I’ll tell you what I want, what I really really want

Today is the 20th anniversary of the release of ‘Wannabe’ by the Spice Girls, and thus began the imperial era of Ginger, Sporty, Baby, Scary and Posh. When they bestrode the world like a tuneless colossus of Girl Power.  While I liked them (Ginger in particular – her inarticulacy in no way diminished her fabulosity) I have to admit that I was a bit too old to appreciate them properly. My seven year old sister adored them – running around the house randomly shrieking ‘Girl Power’ like a cackling banshee.

AAB

In many ways they represent what it pure and perfect about pop music. Pop music is rarely regarded with huge amounts of respect by ‘real music’ fans.  It is viewed with disdain. Treated as if it is disposable and worthless by the ‘real music’ aficionados. Those turgid, dreary, navel gazing music lovers in dirty, torn t-shirts who adore twelve minute guitar riffs. and who cream themselves at the news that some Dad-rock band (and I  am not going to name these bands *cough* Oasis) have used new fendercasters on their latest pub rock opus.

Naturally I disagree with this dismissal of pop music. Bubblegum pop can transcend time in a way that ‘real music’ doesn’t. The Beatles, after all,  were a boy band who started out singing harmonious pop melodies. Today they have been reappraised and are regarded as geniuses.

ABBA, for me, defines the music of the 1970s – not the music of Led Zeppelin or Pink Floyd. ABBA were dismissed as throwaway pulp music, sneered and laughed at for their mainstream songs and for daring to appeal to the masses – that lowest common denominator. Forty years later they have been reassessed and are regarded as visionaries- capturing the essence of a decade in a way that the pub-rock, wedding band ‘real’ musicians singularly failed to do.

The 1980s were my awakening to the joys of pop music. The 1980s saw the original Spice Girl – Madonna explode onto the scene. Oh how I loved her. Brassy, tacky, shameless, mainstream – the pop music equivalent of Bet Lynch.  Little did I know that her sound and look was lifted directly from the gay, underground club circuit of New York in the 1980s – the most tragic decade for that community. It spoke to me directly. I didn’t know why it resonated so loudly. I was only ten years old but hearing the word ‘You can dance… for inspiration … come on.. come on’ can still send a shiver of joy and promise down my spine. I don’t know what it was – the call of the gay coming through the mediocre voice of a Midwestern American girl. Madonna was also (of course) regarded as talentless and disposable. And while I would agree that her musical abilities are limited, her genius lay in knowing how to play to her strengths and to collaborate with those who made her shine.

Pop music is loved most by the young. Those bands or singers that you loved when you were aged between six and fourteen will stay with you forever (when I was ten I had feelings for George Michael – I can admit this now).

If I was ten years younger I know that the Spice Girls would have defined my youth. So today on the twentieth anniversary of their launch I raise a glass to them.

Spice up your life, spice up your life.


How many lines in the records below contain "header"? Answer with the number alone.

── INPUT DATA ──

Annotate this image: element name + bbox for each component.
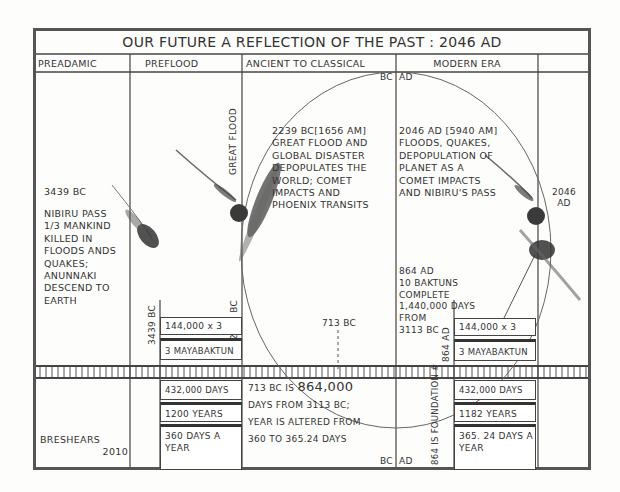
note-line: PLANET AS A <box>399 162 529 174</box>
note-3439-year: 3439 BC <box>44 186 86 198</box>
box-left-yearlen: 360 DAYS A YEAR <box>160 424 242 470</box>
note-line: DESCEND TO <box>44 282 132 294</box>
marker-bc-bottom: BC <box>380 456 393 467</box>
signature: BRESHEARS 2010 <box>40 434 128 458</box>
box-right-days: 432,000 DAYS <box>454 380 536 400</box>
note-line: WORLD; COMET <box>272 175 396 187</box>
box-right-yearlen: 365. 24 DAYS A YEAR <box>454 424 536 470</box>
box-left-144000: 144,000 x 3 <box>160 317 242 335</box>
marker-ad-bottom: AD <box>399 456 413 467</box>
box-left-years: 1200 YEARS <box>160 402 242 422</box>
note-713-prefix: 713 BC IS <box>248 383 294 393</box>
note-line: COMET IMPACTS <box>399 175 529 187</box>
note-line: QUAKES; <box>44 258 132 270</box>
label-great-flood: GREAT FLOOD <box>228 108 238 175</box>
header-preadamic: PREADAMIC <box>38 56 128 72</box>
header-preflood: PREFLOOD <box>145 56 241 72</box>
header-ancient: ANCIENT TO CLASSICAL <box>246 56 394 72</box>
note-713-number: 864,000 <box>297 379 353 394</box>
note-line: AND NIBIRU'S PASS <box>399 187 529 199</box>
note-line: DAYS FROM 3113 BC; <box>248 397 394 414</box>
note-ancient: 2239 BC[1656 AM] GREAT FLOOD AND GLOBAL … <box>272 125 396 212</box>
note-line: 10 BAKTUNS <box>399 278 509 290</box>
marker-ad-top: AD <box>399 72 413 83</box>
box-left-baktun: 3 MAYABAKTUN <box>160 338 242 360</box>
label-713-bc: 713 BC <box>322 318 356 329</box>
note-line: 1,440,000 DAYS <box>399 301 509 313</box>
box-right-144000: 144,000 x 3 <box>454 318 536 336</box>
page-title: OUR FUTURE A REFLECTION OF THE PAST : 20… <box>36 30 588 54</box>
note-line: ANUNNAKI <box>44 270 132 282</box>
label-3439-bc: 3439 BC <box>147 305 157 345</box>
box-right-years: 1182 YEARS <box>454 402 536 422</box>
note-line: 1/3 MANKIND <box>44 220 132 232</box>
box-right-baktun: 3 MAYABAKTUN <box>454 339 536 361</box>
note-line: DEPOPULATION OF <box>399 150 529 162</box>
signature-name: BRESHEARS <box>40 434 128 446</box>
note-713-line1: 713 BC IS 864,000 <box>248 378 394 397</box>
box-left-days: 432,000 DAYS <box>160 380 242 400</box>
note-713: 713 BC IS 864,000 DAYS FROM 3113 BC; YEA… <box>248 378 394 448</box>
label-2046-ad: 2046 AD <box>545 187 583 209</box>
marker-bc-top: BC <box>380 72 393 83</box>
note-line: 2046 AD [5940 AM] <box>399 125 529 137</box>
note-line: 360 TO 365.24 DAYS <box>248 431 394 448</box>
note-line: 864 AD <box>399 266 509 278</box>
note-line: FLOODS ANDS <box>44 245 132 257</box>
note-line: GLOBAL DISASTER <box>272 150 396 162</box>
note-line: YEAR IS ALTERED FROM <box>248 414 394 431</box>
note-line: EARTH <box>44 295 132 307</box>
label-foundation: 864 IS FOUNDATION # <box>430 363 440 465</box>
note-line: PHOENIX TRANSITS <box>272 199 396 211</box>
note-modern: 2046 AD [5940 AM] FLOODS, QUAKES, DEPOPU… <box>399 125 529 199</box>
signature-year: 2010 <box>40 446 128 458</box>
note-line: NIBIRU PASS <box>44 208 132 220</box>
note-line: IMPACTS AND <box>272 187 396 199</box>
note-line: GREAT FLOOD AND <box>272 137 396 149</box>
note-line: FLOODS, QUAKES, <box>399 137 529 149</box>
note-line: 2239 BC[1656 AM] <box>272 125 396 137</box>
header-modern: MODERN ERA <box>396 56 538 72</box>
note-line: COMPLETE <box>399 290 509 302</box>
note-preadamic: NIBIRU PASS 1/3 MANKIND KILLED IN FLOODS… <box>44 208 132 307</box>
note-line: KILLED IN <box>44 233 132 245</box>
note-line: DEPOPULATES THE <box>272 162 396 174</box>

───

(SOLUTION TO THIS EXERCISE): 4